By: Maggie Lonsdale BA (hons) - Updated: 20 Sep 2012 | comments*Discuss
 
Understand What Your Client Wants

Pitching to a new client is an exciting part of sales. It can be nerve-wracking, frustrating and fruitless, of course, but it is also a chance to put your all your hard one into a terrific opportunity.

Most clients will arrange or accept for a sales person or team to pitch to them because they have a particular or potential need for your products or services. That’s a lot of ‘or’, but in reality it means that a pitch is an opportunity.

How you deal with the opportunity is up to you, but unless you are able to harness all of your sales training and client expertise, you are unlikely to be making good commission and succeeding as a sales person.

Pitching to a new client and then winning the business is the very life blood of sales – without it, your career will soon shrivel up. You need to be able to make that meeting count so that you are in the best possible position to turn it into a sale.

Build Good Rapport with Your Client

Before you get to actually make the pitch to a new client, chances are you will have had some contact with them, either on the phone or following an introduction at a networking event, perhaps.

Think about what you already know about the client and work on building a good rapport with them. This may sound mercenary, but it is simply an important part of how business works, especially sales businesses. Building good rapport is all about making yourself easy to work with, appreciating the character and needs of your client and taking them into consideration. You don’t have to become great mates but you do have to have a mutual feeling that you can do business together.

Listen to What the Client Tells You

This may sounds obvious, but it is amazing how few sales people actually listen to what the client says when they are talking about the pitch. It is rare that a sales person is expected to just go and pitch to a new client without any conversation before hand – however short the phone call is to make the meeting.

Not only should you take care to listen to what the client tells you but you should also research them and their company as much as possible.

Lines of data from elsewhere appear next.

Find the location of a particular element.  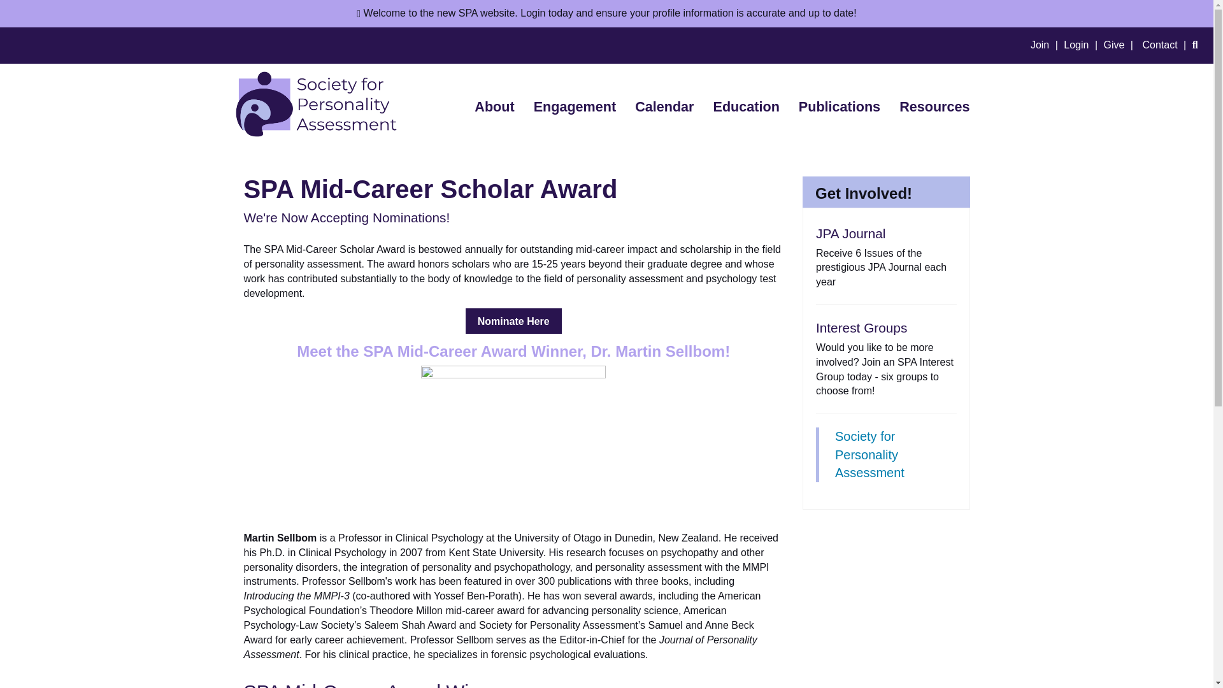

Login is located at coordinates (1082, 45).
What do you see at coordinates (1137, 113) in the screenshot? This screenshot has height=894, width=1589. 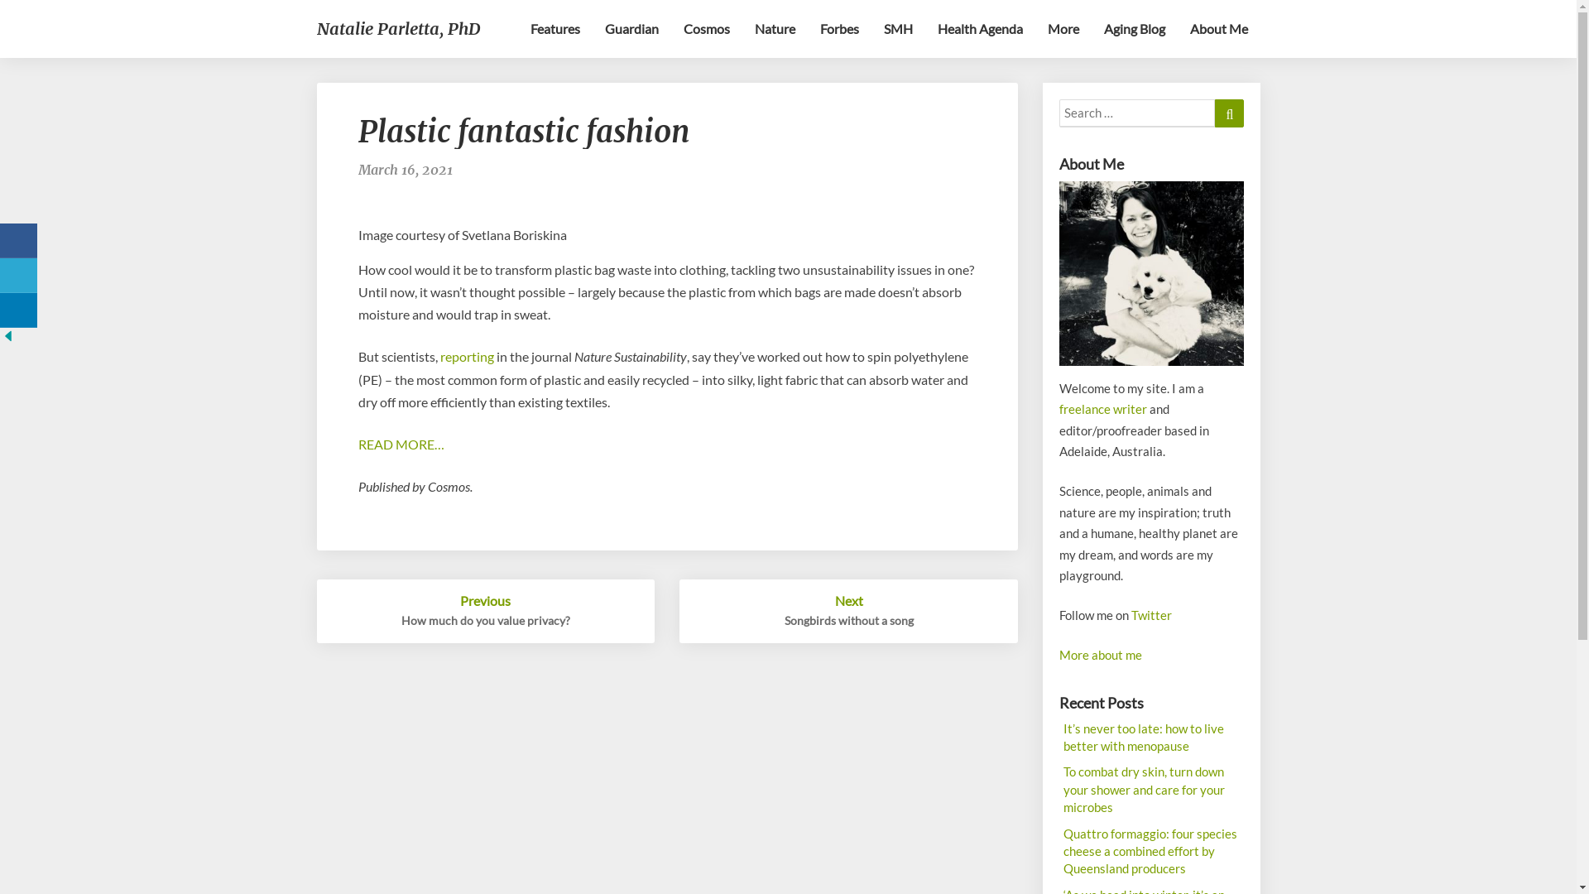 I see `Search for:` at bounding box center [1137, 113].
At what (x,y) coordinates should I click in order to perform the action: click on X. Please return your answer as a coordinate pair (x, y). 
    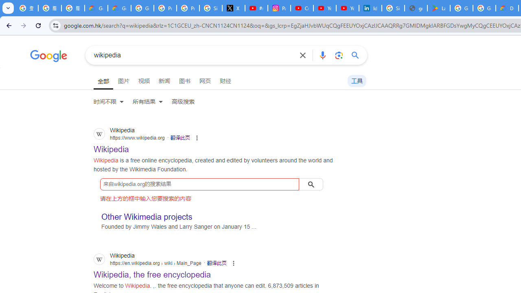
    Looking at the image, I should click on (234, 8).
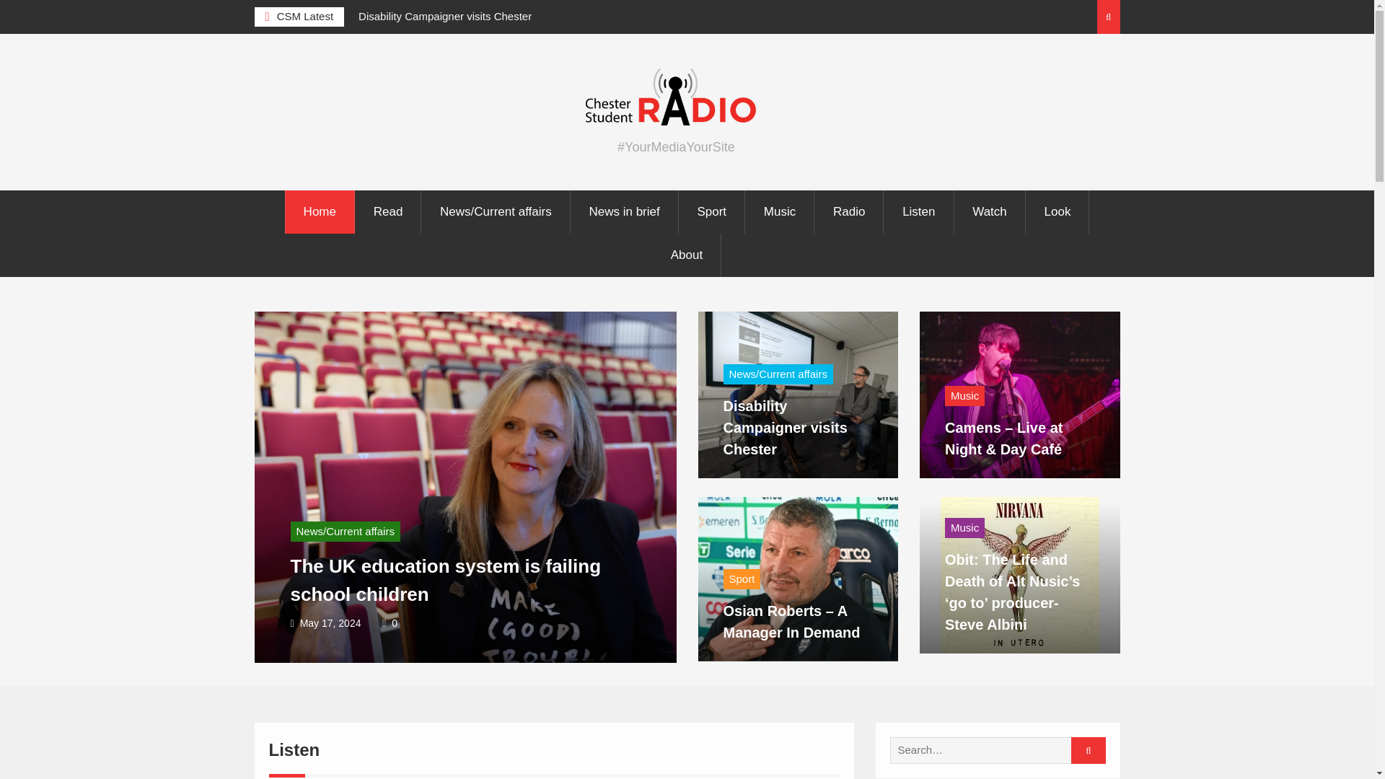 This screenshot has width=1385, height=779. What do you see at coordinates (445, 580) in the screenshot?
I see `The UK education system is failing school children` at bounding box center [445, 580].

The joys of the Internet have made company research so much easier and, by using a variety of media, you can get a good cross section of the company and its aims.

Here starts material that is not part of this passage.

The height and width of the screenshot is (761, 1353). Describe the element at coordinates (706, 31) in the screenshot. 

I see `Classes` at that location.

If you are able to have a direct conversation about your client’s requirements before the pitch meeting, take plenty of notes and have your wits about you. This is not the day to turn up hung over and thinking about where to buy a bacon sandwich. You need to remember every detail in order to make sure that your pitch is perfectly in tune with their needs.

Making the Pitch

If you have built a good rapport with your client and listened to every detail of their needs – especially those subconsciously hinted at ones that will show just how in tune you are – making the pitch and closing the deal should be a piece of cake.

Be careful not to overplay just how chummy you are though as this can really irritate a client. You still need to be professional when you are making the pitch, especially as there are likely to be other client team members present that you do not know so well.

Incorporate everything you have learned about the client in the pitch and you are far more likely to sell to them as you will have proved that you have an understanding of their business and how you can respond to their needs.